About fMRI in schizophrenia, Dr. Woodward says: “[Over] 20 years of work, we’re now have an excellent understanding of how fMRI configures into reliable patterns when certain thinking modes take place. The lab is now focused on determining how dysfunction in these thinking modes results in the symptoms of schizophrenia.”
The Labs: Two Approaches, One Mission

The Cognitive Neuroscience of Schizophrenia (CNoS) Lab explores how disruptions in cognition and brain activity give rise to symptoms such as hallucinations and delusions. By combining clinical interviews, cognitive testing, and brain imaging, the lab works to understand how brain networks shift during psychosis and how they change with effective, research-supported therapies. Current studies explore memory, auditory hallucinations, the formation of delusions, as well as cognitive training, in people with schizophrenia. By looking at how the brain responds to specific tasks, the lab aims to identify biomarkers that can predict treatment response and guide personalized interventions. Ultimately, the CNoS lab aims to translate these insights into more effective treatments and recovery strategies.

The Brain Dynamics Lab focuses on mapping cognitive modes — identifying consistent patterns of brain activity that appear when people engage in specific types of mental work.They have developed methods and software for fMRI data analysis (fMRI-CPCA) which is available, open-sourced, to researchers world-wide.
Using these tools, the Brain Dynamics Lab has identified a set of task‑based cognitive modes, several of which can be detected again and again across many different tasks, study sites, and participant groups. Each mode is linked to a broad cognitive function based on the kinds of tasks and conditions that activate it, such as maintaining attention, integrating evidence, or recalling personal memories. This approach is meaningful because it offers a more stable “map” of how the brain supports thinking.

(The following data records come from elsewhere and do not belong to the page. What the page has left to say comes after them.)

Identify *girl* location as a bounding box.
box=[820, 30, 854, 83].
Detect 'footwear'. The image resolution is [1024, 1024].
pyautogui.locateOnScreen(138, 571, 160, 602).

In the context of psychiatric conditions, this makes it possible to ask how these core modes are altered in illness, and how therapies may restore or rebalance them.
Training the Next Generation of Mental Health Researchers
Dr. Woodward’s labs also serve as training grounds for emerging scientists who are passionate about brain research and mental health. His current trainees include:

Ava Momeni: Ava is a second-year PhD student in Neuroscience, whose research seeks to better understand deficits in attentional control. For her PhD project, Ava is leveraging a large-scale movie functional magnetic resonance imaging (fMRI) dataset to investigate the brain-based subtypes of attention-deficit/hyperactivity disorder in children.
Erica Zeng: Erica is a second year Master’s student in Bioinformatics. Her research focuses on applying the team’s fMRI-CPCA method to detect brain networks during tasks in a single subject, with the goal of using this to better understand schizophrenia-related symptoms in individuals.

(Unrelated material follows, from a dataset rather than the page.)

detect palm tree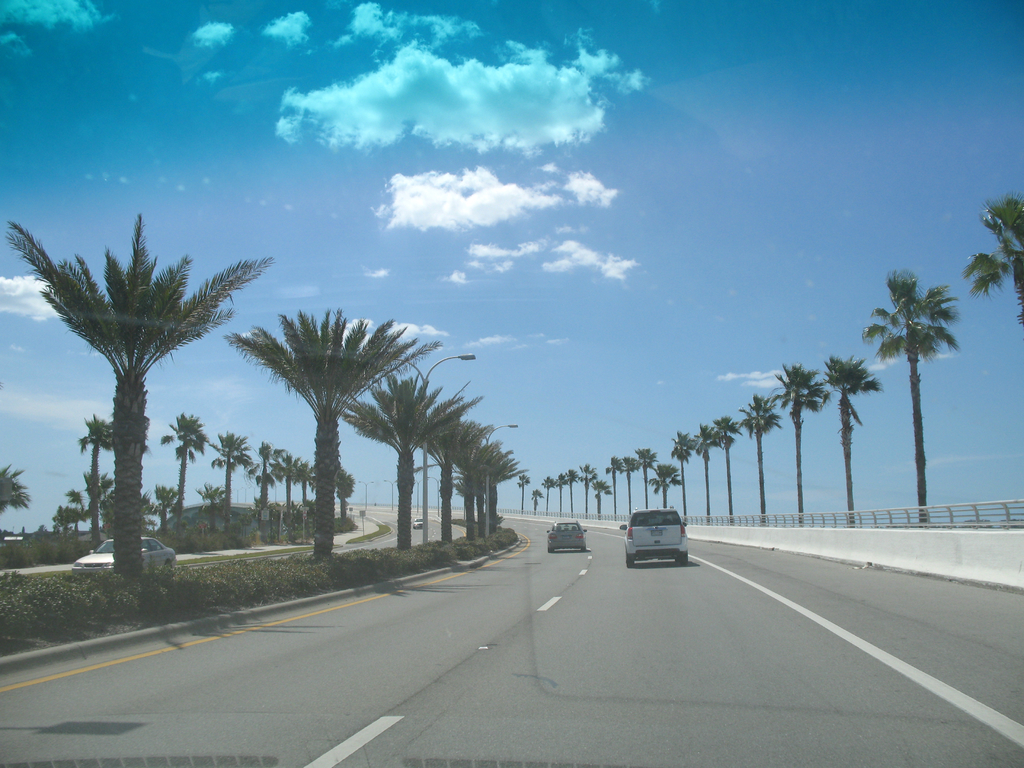
[794,347,870,548]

Solana Redway: Solana is a Master’s student in Neuroscience. Her Master’s research focuses on identifying patterns of brain activation by having subjects engage in tasks while their brains are being imaged using fMRI. In adolescents with Attention-Deficit/Hyperactivity Disorder (ADHD), Solana will investigate how brain activation changes over development, with the goal of better understanding ADHD symptoms.
Amber Lu: Amber is a research assistant in the lab and has recently graduated with a Bachelor’s of Kinesiology. She is interested in researching brain activation underlying pain to better understand how individuals cope with pain in themselves and others.

Together, this dynamic team is helping build a future where people with schizophrenia and related conditions can access more effective, individualized care — and where families can better understand the science of hope behind recovery.
If you would like to support our research efforts focused on schizophrenia and related psychotic disorders, please donate to the BCSS Foundation here.